AMONG ADAM SMITH’S scant surviving papers, one can’t find a flat statement such as “I attend every Sunday Old St. Paul’s Scottish Episcopal Church on Jeffrey Street.” The phrase “the invisible hand” had some theological resonance at the time. Yet it is grossly overquoted by people who have not actually read Smith and instead want a bumper sticker. Smith used it only three times in all his surviving writings, once in each of his two published books and once in an unpublished treatise on astronomy. In each, it is used in diverging senses.
But the Australian economist and Christian theologian Paul Oslington, who has read Smith, argues persuasively that numerous words and phrases in Smith’s writings, such as “natural,” and such rotundities as “the Author of nature” or “the invisible hand,” stand for “the Christian doctrine of divine providential care for humanity.” Adam Smith, in short, was a Christian.
Smith was continuing in secular matters the project of “natural theology,” a theology dear to, say, Isaac Newton. In a phrase that goes back to Thomas Aquinas, God’s “other book” was physical nature. But, said Smith, it was social nature too. The word nature and its compounds are extraordinarily frequent in Smith. The term appears 670 times in Wealth of Nations and 520 in The Theory of Moral Sentiments. Seldom does it refer, as after Darwin we would suppose, merely to the natural physical world. Overwhelmingly it is used in Wealth of Nations in an economic-psychological sense and in The Theory of Moral Sentiments in a social-theological sense.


**Description of the task:** In full and without deviation, reproduce the records that follow.
****
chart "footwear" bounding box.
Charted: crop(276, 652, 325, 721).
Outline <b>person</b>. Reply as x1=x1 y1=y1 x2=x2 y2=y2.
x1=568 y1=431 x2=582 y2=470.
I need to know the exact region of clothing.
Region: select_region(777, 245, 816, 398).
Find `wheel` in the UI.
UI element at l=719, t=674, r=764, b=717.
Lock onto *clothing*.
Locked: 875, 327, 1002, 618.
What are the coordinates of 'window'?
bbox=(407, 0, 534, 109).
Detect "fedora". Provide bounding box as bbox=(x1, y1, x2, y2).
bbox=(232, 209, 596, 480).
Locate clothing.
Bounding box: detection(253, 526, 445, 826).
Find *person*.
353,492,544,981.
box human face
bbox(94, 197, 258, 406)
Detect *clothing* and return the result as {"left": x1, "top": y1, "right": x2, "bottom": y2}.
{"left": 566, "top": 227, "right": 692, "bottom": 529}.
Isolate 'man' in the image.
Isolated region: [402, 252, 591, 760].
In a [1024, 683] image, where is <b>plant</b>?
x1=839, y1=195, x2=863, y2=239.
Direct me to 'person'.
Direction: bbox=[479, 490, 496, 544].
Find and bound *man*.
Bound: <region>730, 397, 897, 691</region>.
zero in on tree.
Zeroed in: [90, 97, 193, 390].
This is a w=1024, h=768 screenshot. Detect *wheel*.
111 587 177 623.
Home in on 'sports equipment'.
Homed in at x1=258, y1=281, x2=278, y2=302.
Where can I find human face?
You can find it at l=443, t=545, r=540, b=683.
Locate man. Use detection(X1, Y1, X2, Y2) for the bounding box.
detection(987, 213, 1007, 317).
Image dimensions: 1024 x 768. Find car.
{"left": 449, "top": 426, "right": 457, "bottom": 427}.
****
**Response box:**
chart "footwear" bounding box.
Charted: crop(276, 652, 325, 721).
Outline <b>person</b>. Reply as x1=x1 y1=y1 x2=x2 y2=y2.
x1=568 y1=431 x2=582 y2=470.
I need to know the exact region of clothing.
Region: select_region(777, 245, 816, 398).
Find `wheel` in the UI.
UI element at l=719, t=674, r=764, b=717.
Lock onto *clothing*.
Locked: 875, 327, 1002, 618.
What are the coordinates of 'window'?
bbox=(407, 0, 534, 109).
Detect "fedora". Provide bounding box as bbox=(x1, y1, x2, y2).
bbox=(232, 209, 596, 480).
Locate clothing.
Bounding box: detection(253, 526, 445, 826).
Find *person*.
353,492,544,981.
box human face
bbox(94, 197, 258, 406)
Detect *clothing* and return the result as {"left": x1, "top": y1, "right": x2, "bottom": y2}.
{"left": 566, "top": 227, "right": 692, "bottom": 529}.
Isolate 'man' in the image.
Isolated region: [402, 252, 591, 760].
In a [1024, 683] image, where is <b>plant</b>?
x1=839, y1=195, x2=863, y2=239.
Direct me to 'person'.
Direction: bbox=[479, 490, 496, 544].
Find and bound *man*.
Bound: <region>730, 397, 897, 691</region>.
zero in on tree.
Zeroed in: [90, 97, 193, 390].
This is a w=1024, h=768 screenshot. Detect *wheel*.
111 587 177 623.
Home in on 'sports equipment'.
Homed in at x1=258, y1=281, x2=278, y2=302.
Where can I find human face?
You can find it at l=443, t=545, r=540, b=683.
Locate man. Use detection(X1, Y1, X2, Y2) for the bounding box.
detection(987, 213, 1007, 317).
Image dimensions: 1024 x 768. Find car.
{"left": 449, "top": 426, "right": 457, "bottom": 427}.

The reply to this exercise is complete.